GAO Eyes Outgoing NASA Chief
As Sean O'Keefe prepares to take the reins at Louisiana State University on Monday, Congress' investigative arm is looking into his tenure as NASA chief, including whether he misused government airplanes and went on too many expensive getaways with underlings, former and current senior NASA officials say.
The focus of the Government Accountability Office investigation is not fraud, but waste, one of the four NASA officials told The Associated Press. The four — two still with NASA, two recently departed — asked not to be identified for fear of reprisals. Two said they had been questioned by the GAO.
At a news conference Thursday night, O'Keefe said he was unaware of any such investigation. Flanked by LSU President William Jenkins, the longtime high-level bureaucrat said: "To the extent there is such a thing underway, it will validate and confirm that the course of my entire career as a public servant and financial manager has been responsible," O'Keefe said.
However, the GAO's probe has been a matter of public record since last June, when it was requested by Sen. Susan Collins, R-Maine, following testimony at spring hearings about "serious financial management problems" at the agency.

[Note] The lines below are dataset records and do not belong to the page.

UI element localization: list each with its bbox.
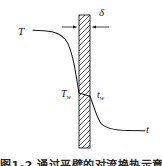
heat-transfer-figure: T δ Tw tw t 图1-2 通过平壁的对流换热示意图 (0, 0, 162, 166)
hot-wall-surface-temperature-label: Tw (61, 89, 71, 99)
hot-side-temperature-curve (33, 30, 79, 93)
hot-wall-temp-symbol: T (61, 88, 67, 99)
wall-slab (79, 15, 90, 148)
cold-side-temperature-curve (90, 96, 145, 131)
cold-wall-temp-subscript: w (100, 94, 104, 101)
hot-fluid-temperature-label: T (18, 26, 24, 37)
cold-fluid-temperature-label: t (146, 124, 149, 135)
figure-caption: 图1-2 通过平壁的对流换热示意图 (0, 156, 162, 166)
wall-thickness-delta-label: δ (99, 7, 104, 18)
temperature-profile-diagram (0, 0, 162, 166)
hot-wall-temp-subscript: w (67, 93, 71, 100)
cold-wall-surface-temperature-label: tw (97, 90, 104, 100)
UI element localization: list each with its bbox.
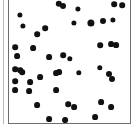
scatter-point [113,42,119,48]
scatter-point [14,53,20,59]
scatter-point [53,70,59,76]
scatter-point [17,12,22,17]
scatter-point [37,74,43,80]
scatter-point [109,76,115,82]
scatter-point [46,54,52,60]
scatter-point [98,99,104,105]
scatter-point [92,114,98,120]
scatter-plot-figure [0,0,139,131]
scatter-point [71,20,76,25]
scatter-point [67,56,72,61]
scatter-point [12,44,18,50]
scatter-point [62,117,68,123]
scatter-points-layer [9,0,130,123]
scatter-point [20,23,25,28]
scatter-point [76,70,81,75]
scatter-point [34,102,40,108]
left-guide-rule [3,0,4,124]
scatter-point [53,87,59,93]
scatter-point [100,18,106,24]
scatter-point [65,101,71,107]
scatter-point [87,19,94,26]
scatter-point [60,52,66,58]
scatter-point [17,67,23,73]
scatter-point [75,6,80,11]
scatter-point [108,104,114,110]
scatter-point [30,45,36,51]
scatter-point [110,17,115,22]
scatter-point [27,79,33,85]
scatter-point [46,116,52,122]
scatter-point [12,78,18,84]
scatter-point [119,2,125,8]
scatter-point [111,1,117,7]
scatter-point [26,88,32,94]
scatter-point [97,65,102,70]
scatter-point [42,25,48,31]
scatter-point [60,3,66,9]
scatter-point [12,87,18,93]
scatter-point [34,31,40,37]
scatter-point [71,104,77,110]
scatter-point [97,42,103,48]
plot-panel [8,0,131,124]
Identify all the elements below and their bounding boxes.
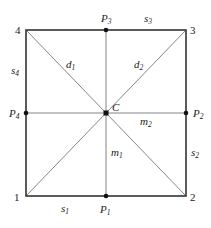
corner-label-2: 2 [190,191,196,203]
diagonal-label-d2: d2 [134,58,144,72]
center-node-c [104,111,109,116]
square-element-diagram: 1 2 3 4 C P1 P2 P3 P4 s1 s2 s3 s4 d1 d2 … [0,0,211,228]
corner-label-4: 4 [15,24,21,36]
midpoint-label-p3: P3 [100,12,112,26]
median-label-m1: m1 [111,146,123,160]
side-label-s3: s3 [144,12,152,26]
corner-label-1: 1 [14,191,20,203]
midpoint-p3-node [104,28,109,33]
midpoint-label-p2: P2 [192,107,204,121]
diagonal-label-d1: d1 [66,58,75,72]
corner-label-3: 3 [190,24,196,36]
side-label-s4: s4 [11,64,19,78]
midpoint-label-p1: P1 [99,203,110,217]
center-label-c: C [112,101,120,113]
midpoint-p2-node [184,111,189,116]
median-label-m2: m2 [140,115,152,129]
side-label-s1: s1 [61,202,69,216]
midpoint-label-p4: P4 [8,107,20,121]
side-label-s2: s2 [191,146,199,160]
midpoint-p1-node [104,194,109,199]
midpoint-p4-node [24,111,29,116]
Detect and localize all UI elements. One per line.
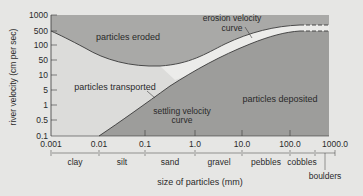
class-pebbles: pebbles [251, 157, 281, 167]
label-particles-eroded: particles eroded [96, 32, 160, 42]
svg-text:10.0: 10.0 [234, 139, 251, 149]
svg-text:500: 500 [34, 26, 48, 36]
label-particles-deposited: particles deposited [242, 94, 317, 104]
svg-text:10: 10 [39, 70, 49, 80]
svg-text:0.1: 0.1 [139, 139, 151, 149]
erosion-deposition-chart: 1000 500 100 50 10 5 1 0.5 0.1 0.001 0.0… [0, 0, 363, 196]
class-silt: silt [117, 157, 128, 167]
label-erosion-curve-1: erosion velocity [203, 13, 262, 23]
label-erosion-curve-2: curve [222, 23, 243, 33]
svg-text:1.0: 1.0 [189, 139, 201, 149]
class-gravel: gravel [207, 157, 230, 167]
svg-text:100: 100 [34, 40, 48, 50]
class-sand: sand [161, 157, 180, 167]
class-boulders: boulders [309, 171, 342, 181]
svg-text:0.001: 0.001 [40, 139, 62, 149]
y-axis-title: river velocity (cm per sec) [8, 28, 18, 125]
label-particles-transported: particles transported [74, 82, 156, 92]
label-settling-curve-2: curve [172, 115, 193, 125]
class-clay: clay [67, 157, 83, 167]
svg-text:0.01: 0.01 [91, 139, 108, 149]
svg-text:0.5: 0.5 [36, 115, 48, 125]
svg-text:5: 5 [43, 85, 48, 95]
svg-text:50: 50 [39, 55, 49, 65]
class-cobbles: cobbles [287, 157, 316, 167]
svg-text:100.0: 100.0 [279, 139, 301, 149]
svg-text:1000.0: 1000.0 [322, 139, 348, 149]
svg-text:1: 1 [43, 100, 48, 110]
y-tick-labels: 1000 500 100 50 10 5 1 0.5 0.1 [29, 10, 48, 141]
x-axis-title: size of particles (mm) [157, 177, 243, 187]
x-tick-labels: 0.001 0.01 0.1 1.0 10.0 100.0 1000.0 [40, 139, 348, 149]
svg-text:1000: 1000 [29, 10, 48, 20]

"I am concerned about whether NASA has an effective system of internal controls in place to prevent fraud, waste and abuse of taxpayer resources," Collins wrote in her letter to the investigative agency on June 28, 2004.
LSU President Jenkins said he was unaware of Collins' letter, and of the testimony at the spring 2004 hearings.

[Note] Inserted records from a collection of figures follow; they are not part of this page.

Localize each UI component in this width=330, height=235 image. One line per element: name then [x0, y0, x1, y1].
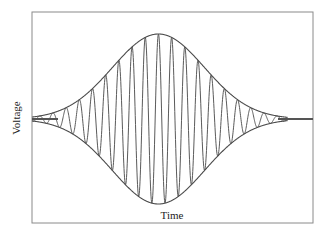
- carrier-signal-curve: [32, 34, 313, 203]
- wave-packet-figure: Voltage Time: [0, 0, 330, 235]
- x-axis-label: Time: [161, 209, 184, 221]
- y-axis-label: Voltage: [10, 101, 22, 135]
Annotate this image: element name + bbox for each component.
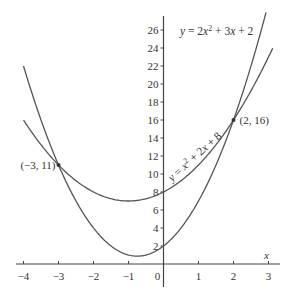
point-label: (2, 16) xyxy=(240,114,270,127)
x-tick-label: 1 xyxy=(196,270,202,282)
x-tick-label: −2 xyxy=(88,270,100,282)
y-tick-label: 18 xyxy=(148,96,160,108)
y-tick-label: 4 xyxy=(153,222,159,234)
y-tick-label: 22 xyxy=(148,60,159,72)
x-axis-label: x xyxy=(263,249,269,261)
y-tick-label: 14 xyxy=(148,132,160,144)
chart: −4−3−2−101232468101214161820222426 (−3, … xyxy=(0,0,288,297)
y-tick-label: 24 xyxy=(148,42,160,54)
y-tick-label: 26 xyxy=(148,24,160,36)
y-tick-label: 10 xyxy=(148,168,160,180)
point-label: (−3, 11) xyxy=(20,159,55,172)
intersection-dot xyxy=(232,118,236,122)
y-tick-label: 16 xyxy=(148,114,160,126)
x-tick-label: −1 xyxy=(123,270,135,282)
y-tick-label: 6 xyxy=(153,204,159,216)
curve1-label: y = 2x2 + 3x + 2 xyxy=(179,24,254,38)
x-tick-label: 0 xyxy=(155,270,161,282)
y-tick-label: 12 xyxy=(148,150,159,162)
x-tick-label: 2 xyxy=(231,270,237,282)
axes: −4−3−2−101232468101214161820222426 xyxy=(16,16,280,287)
chart-svg: −4−3−2−101232468101214161820222426 (−3, … xyxy=(0,0,288,297)
curve-1 xyxy=(24,12,267,256)
y-tick-label: 20 xyxy=(148,78,160,90)
x-tick-label: −3 xyxy=(53,270,65,282)
curve2-label: y = x2 + 2x + 8 xyxy=(164,128,225,184)
intersection-dot xyxy=(57,163,61,167)
x-tick-label: −4 xyxy=(18,270,30,282)
x-tick-label: 3 xyxy=(266,270,272,282)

Earlier, a NASA spokesman had declined to comment. "I don't think it would be proper or appropriate to comment on an ongoing investigation," NASA spokesman Glenn Mahone said.
O'Keefe is leaving NASA after three years as the space agency's administrator and will become chancellor of Louisiana State University's main campus on Monday.
When they hired him late last year, university officials showered praise on him for his budget-conscious management skills.
The officials familiar with the investigation told the AP that one area of interest to the GAO was O'Keefe's costly penchant for traveling on government airplanes, instead of flying commercially.
As a "basic principle," government employees are asked to use commercial flights, one of the officials said.
But O'Keefe "never, ever travels without going on a NASA airplane," one of a half-dozen small jets the space agency shares with other agencies, another official said. And to justify the flights, O'Keefe often would "fill the planes with ballast," the official said — other employees who might not have a need to travel.
"A lot of the times, at the last minute, Sean would be looking for people to put on the plane. We would call it baggage," an official said.
The officials said another area the GAO is looking into is O'Keefe's "retreats" with subordinates far from NASA headquarters in Washington, in contrast to the more sparing practices of his predecessor.
One official said these took place in Monterey, Calif., at the country club of O'Keefe's gated community in Virginia, and at Syracuse University in upstate New York, where O'Keefe taught.
O'Keefe's new job at LSU will pay him $425,000 a year, nearly three times what he made at NASA.
C. Stewart Slack, chairman of LSU's board of supervisors, said he knew nothing about the investigation. "Anytime you've got somebody in a position like that, I'm sure there's somebody who wants to take a shot at him," Slack said Wednesday.